The meeting on Rač Island should be understood in the context of what was happening in those days. Demos’ parties dealt with each other, sometimes in mutual polemics: differences between the parties, their “natural alliance”, possible unification, center or right wing orientation, state-forming; attitude towards the past (NOB), towards reconciliation and Yugoslavia, tendencies for replacements, including replacements or changes of leading representatives in Demos… Such questions have troubled us all these years, but it all got very complicated after 2008. Ten years ago, we heard a call from the rostrum at the national celebration (Day of Uprising Against the Occupation) that there is “enough merit” and that a “breakthrough with the delusions of our transition, a break with our transitional cover” is needed, meaning the policies of Demos and its successors.

I thought big problems were coming, when a year or two later I heard an evaluation from the then German ambassador in Ljubljana, Anna Elisabeth Prinz – in a conversation about the consequences of Slovene life under socialism – that the West Germans had learned something from the East Germans and vice versa. This reminded me of the assessment of another Slovenian president, who said that the Berlin Wall had collapsed on both sides.

The left is creating myths and forgeries

In the light of what has been said, what can we say about the new (left) Demos and about the Balkan (non-paper) plans that are attributed to the Slovenian government at home and abroad? Our rivals/opponents on the transitional left understandably cultivate and, of course, adapt those chapters of history in which they have proved (or declared themselves) winners; but they are infinitely offended because at the greatest historical achievement, i.e. Slovenian nation state, they proved to be losers. In their ideological/political zeal, they create the following myths or forgeries:

 

  • that the Slovene uprising against Nazism/fascism began as early as April 1941,
  • that Slovenian statehood originates from 1945,
  • that Demos is therefore a continuation of the old regime;
  • that Yugoslavia was never behind the Iron Curtain,
  • that there was no Bolshevik socialism in Slovenia,
  • that the plebiscite for an independent Slovenia was a fraud and a mistake;
  • that the majority of Slovenes vote for the left,
  • that the current center-right coalition is undemocratic or fascist,
  • that the undemocratic/fascist right is planning a reorganisation of the Balkan borders;
  • that the parties of the transitional left continue the tradition of resistance against fascism; and
  • that these parties are therefore the only ones entitled to the name “democratic opposition”, so it is right
  • that they are called “left Demos”; and
  • that their platform is the manifesto of “21st Century Socialism”.

Our transitional leftists, despite acting on the wrong side of history, are neither unsuccessful nor lonely in this zeal.
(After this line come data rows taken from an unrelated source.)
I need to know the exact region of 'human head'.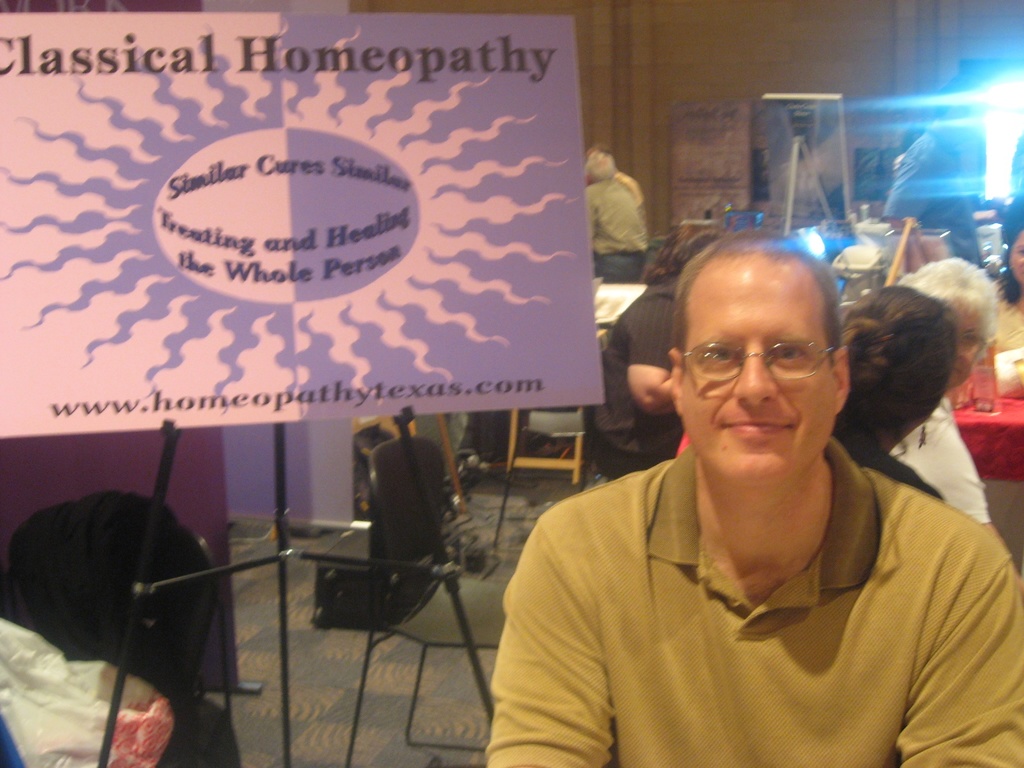
Region: bbox=(642, 227, 870, 472).
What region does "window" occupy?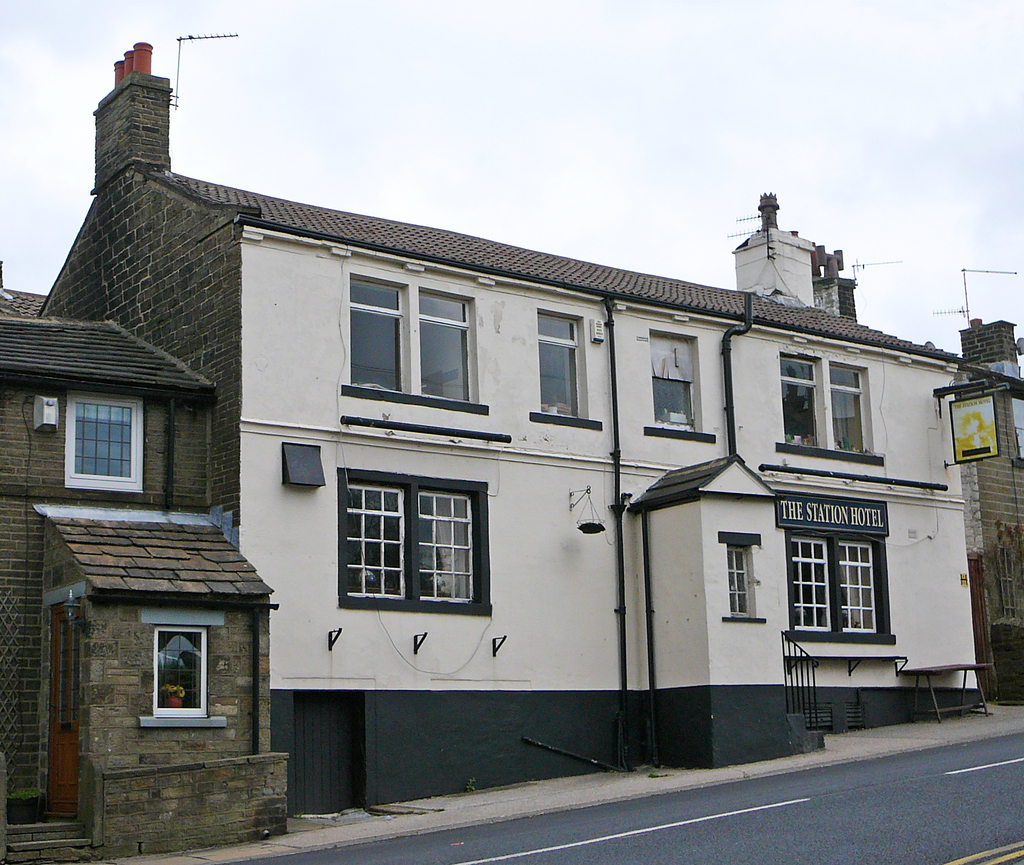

Similar inflammatory ideas are spreading in many parts of Europe, where eminent social scientists speak of the moral superiority of the left. These are not necessarily the same people who – without knowing the situation and without understanding Slovene – take on Slovene myths and forgeries.

Regarding the idea of a left Demos, I have two more remarks:

 

  1. The original Demos was not a unified and one-sided (conservative, right wing, ecclesiastical…) structure, but was a coalition of six parties covering all classical political orientations. In it were the Christian Democrats, the Peasant Party, the Liberals, and the Social Democrats; in addition to them, individual representatives of the parties of socialist self-government also participated in the government;
  2. With the same right as a future coalition would be called the “Left Demos”, the group of parties that make up the current government could be called the “Right Liberation Front”.